“Aap peeche chale jaiye, yahan khade mat hoiye (move back, don’t stand here).”
“Jaoun Peeche Kahan? How can I move back? Wahan to mera kuch bhi nahi hai. I have nothing there).”
At the Bharat-Nepal Maitri Bridge, which connects Raxaul in Bihar to Birgunj in Nepal, this conversation between 19-year-old Chanchala Kumari and a Sashtra Seema Bal officer captured the frustration of many who find themselves stranded on the border as political turmoil unfolds in Kathmandu.
“I live in Nepal,” Kumari, who was half as tall as the man she was battling with, attempted to explain to the officer. I arrived here this morning for tuition classes (on the Indian side). On the opposite side is where my family resides.
Chanchala is getting ready for the police test in Bihar. “My father settled in Bhansar, Nepal, and operates a business there, but our family is originally from Sitamarhi,” she explains.
According to Chanchala, she wasn’t excited to go to tuition today. “Despite my constant excuses to skip class, my mother told me that everyone is passing through the bridge,” she says.
Around 7:45 am, she finally crossed the bridge from Nepal to India, and at 9:30 am, she was informed that she couldn’t return.
Chanchala is not by herself. As the Gen Z protests in the neighboring country intensify, many people who entered India today are now being informed they cannot return right away.
Outside the Raxaul Land Port, a large number of truckers are also waiting.
Umesh Gupta, a 24-year-old from Amnishganj, Nepal, is one of the truckers. “I carry petrol from Barauni (Begusarai, Bihar) to Nepal for Nepal Nigam Oil,” he says.
Every delivery, which often takes five to six days, brings around Rs 2,000 to Rs 2,500 for him. For the past two days, he and his truck laden with gasoline have been stuck in India. In addition, my father drives a truck between Nepal and India. In our family, we are the only ones that make a living. The longer this continues, the more financial loss we have to bear,” he says.
“I used to do business of nearly Rs 1 lakh (Nepalese currency), which has completely stopped,” says Kamlesh Raj, who operate a ration store at check post 93 close to the border. For the past three years, he has been operating the store. He claims that whereas Nepal depends on India for supplies, the border merchants mostly rely on Nepal.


Without including any pictures, write out all the entries exactly.

──────── Information provided ────────

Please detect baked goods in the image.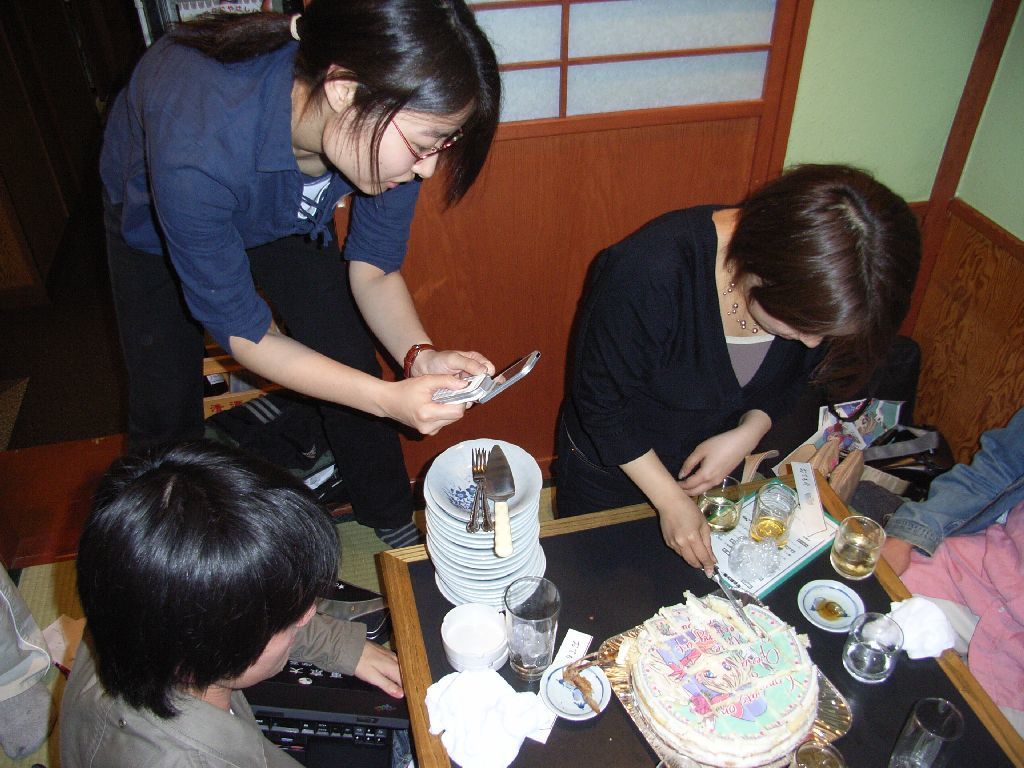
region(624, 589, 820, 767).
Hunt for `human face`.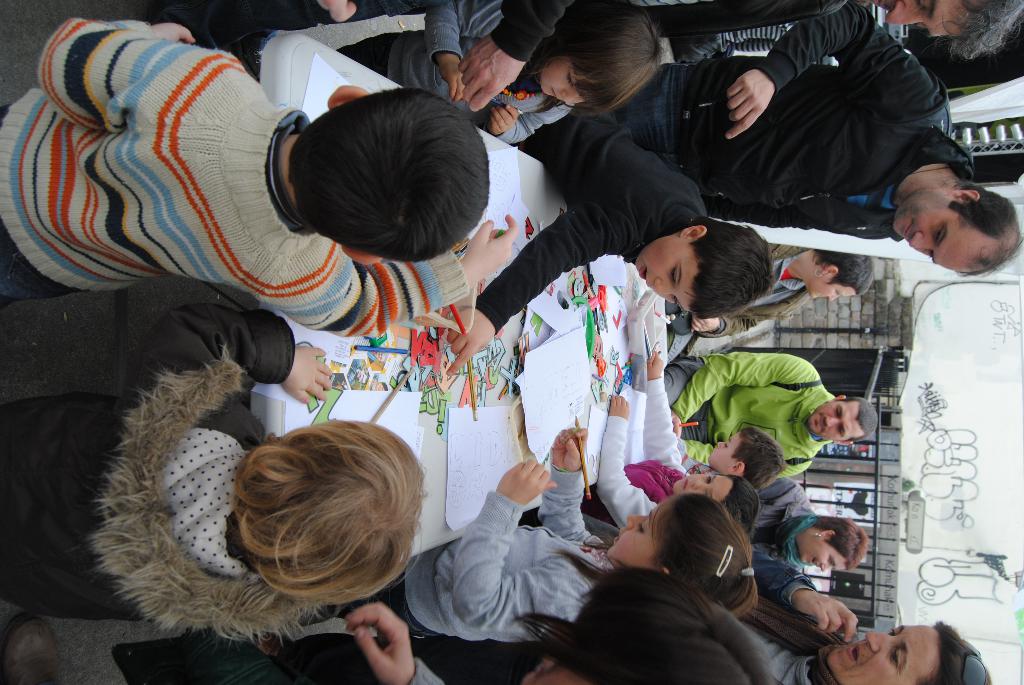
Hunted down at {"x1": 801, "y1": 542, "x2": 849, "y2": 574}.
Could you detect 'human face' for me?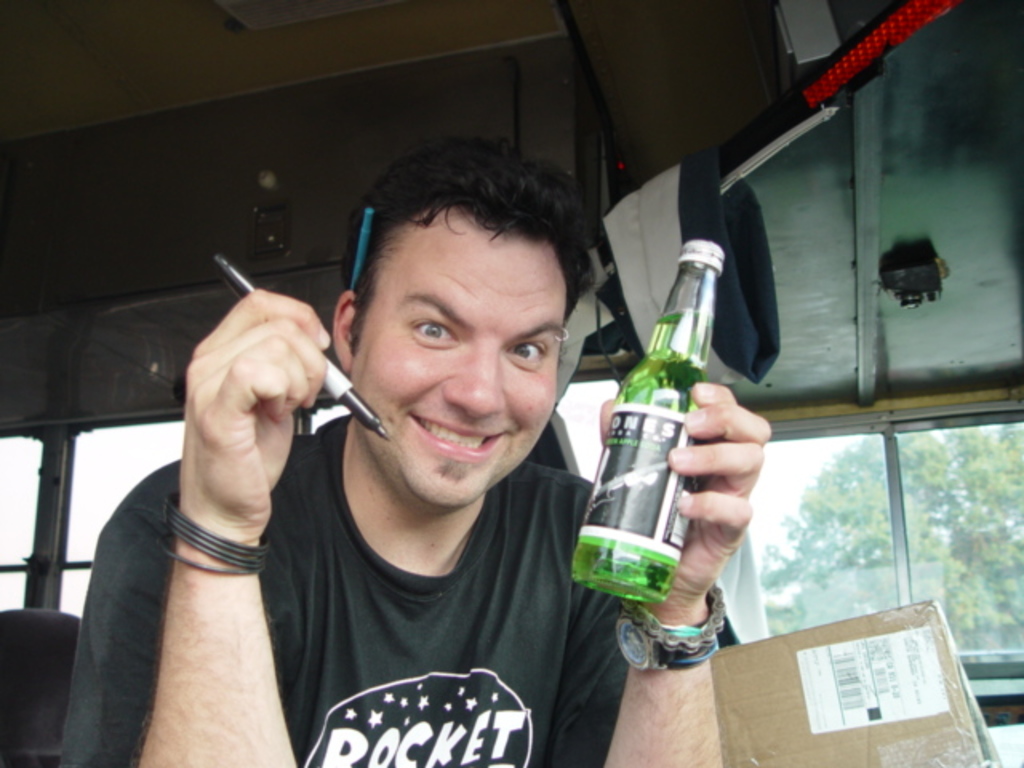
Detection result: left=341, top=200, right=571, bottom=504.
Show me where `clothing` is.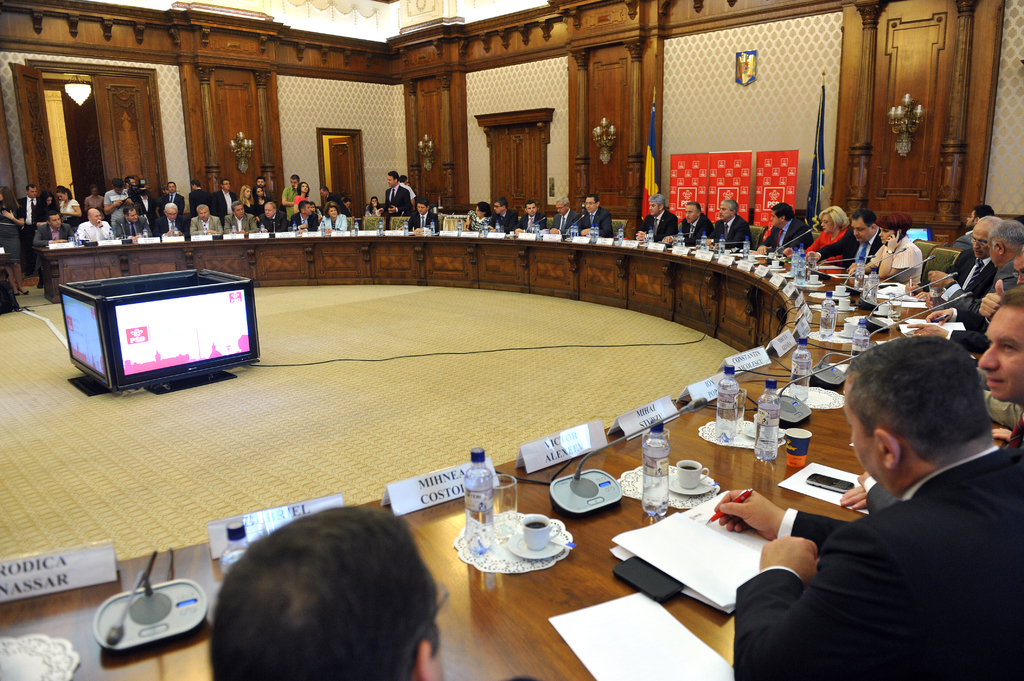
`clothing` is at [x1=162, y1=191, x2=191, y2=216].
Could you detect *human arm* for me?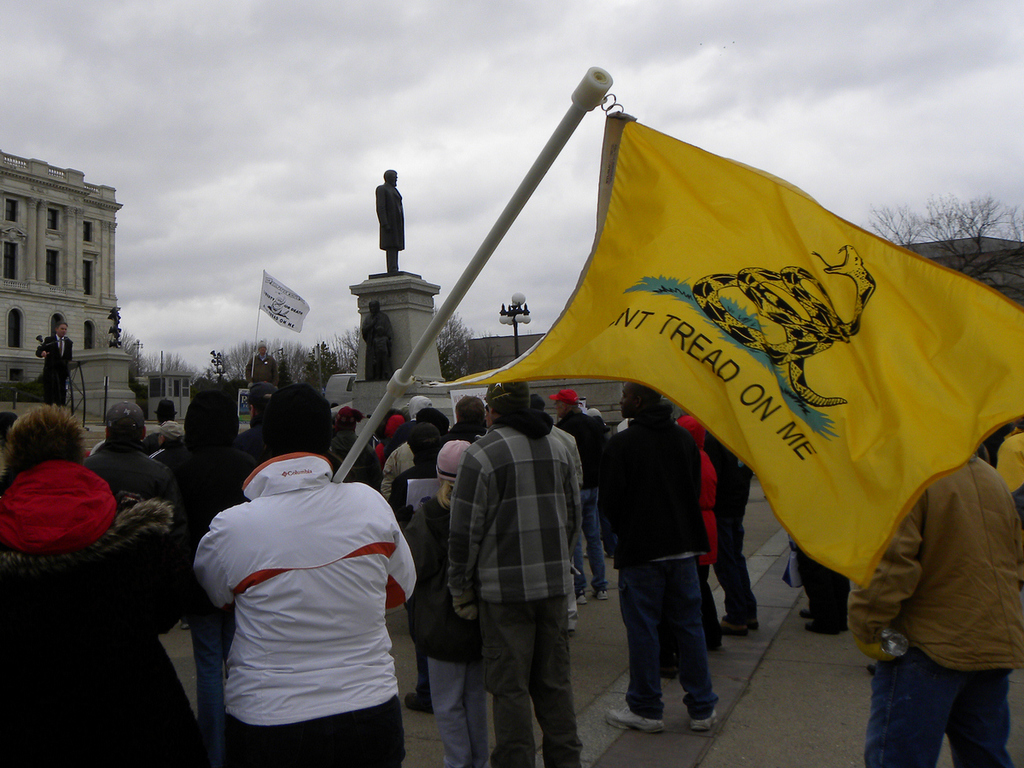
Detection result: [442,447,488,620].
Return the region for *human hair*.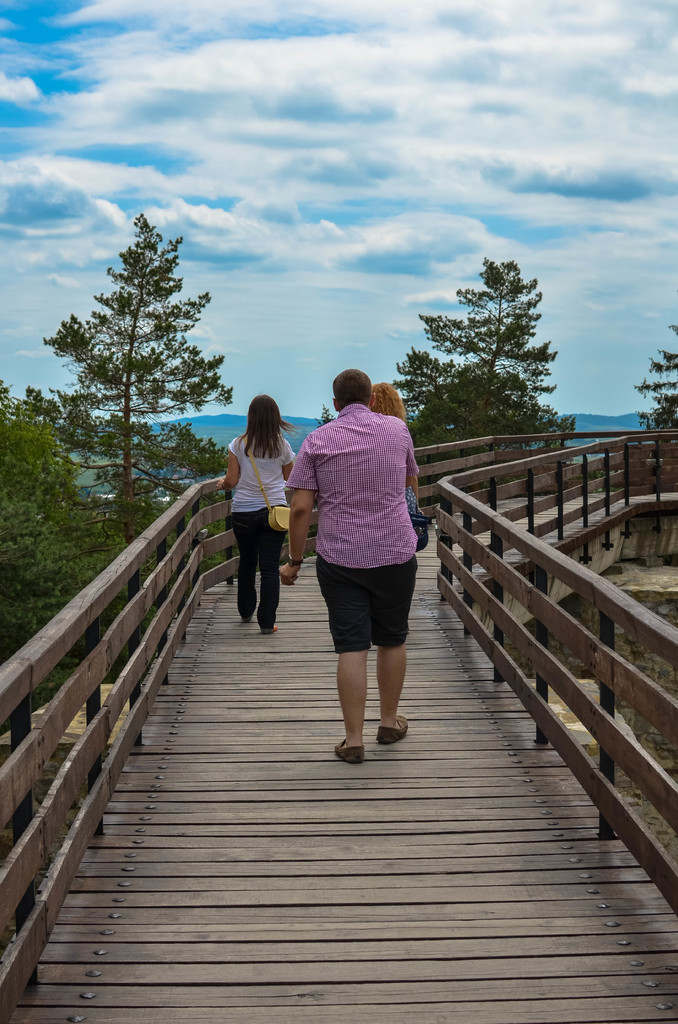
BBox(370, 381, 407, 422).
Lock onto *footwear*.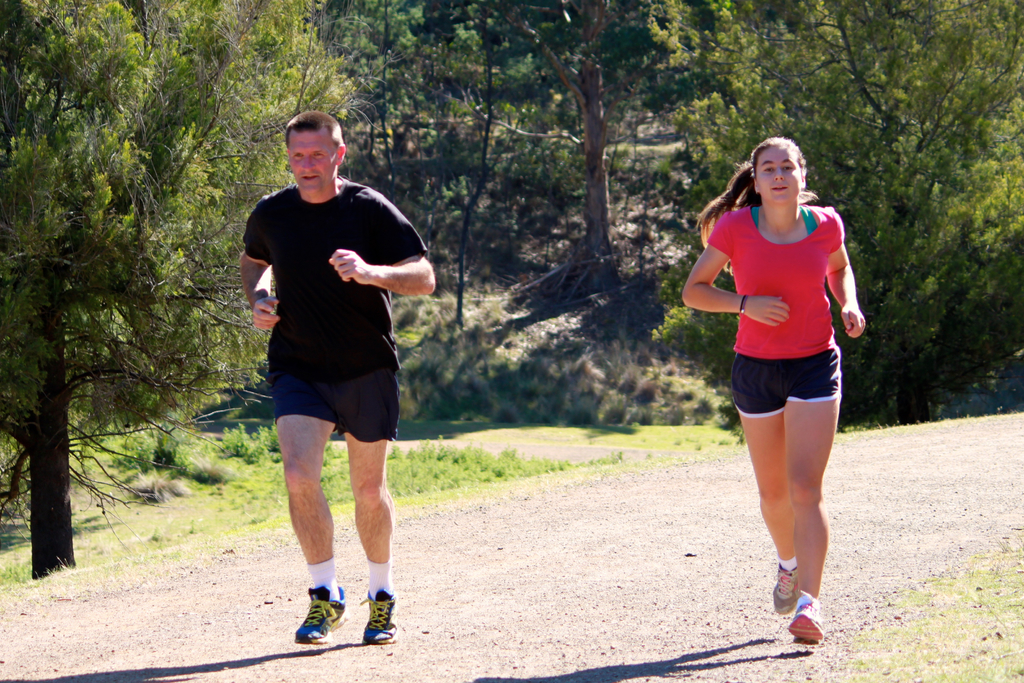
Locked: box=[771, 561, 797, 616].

────────

Expected output:
Please detect baked goods in the image.
region(624, 589, 820, 767).
Hunt for `human face`.
Hunted down at {"x1": 801, "y1": 542, "x2": 849, "y2": 574}.
Could you detect 'human face' for me?
Detection result: left=341, top=200, right=571, bottom=504.
Show me where `clothing` is.
`clothing` is at [x1=162, y1=191, x2=191, y2=216].
Could you detect *human arm* for me?
Detection result: [442,447,488,620].
Return the region for *human hair*.
BBox(370, 381, 407, 422).
Lock onto *footwear*.
Locked: box=[771, 561, 797, 616].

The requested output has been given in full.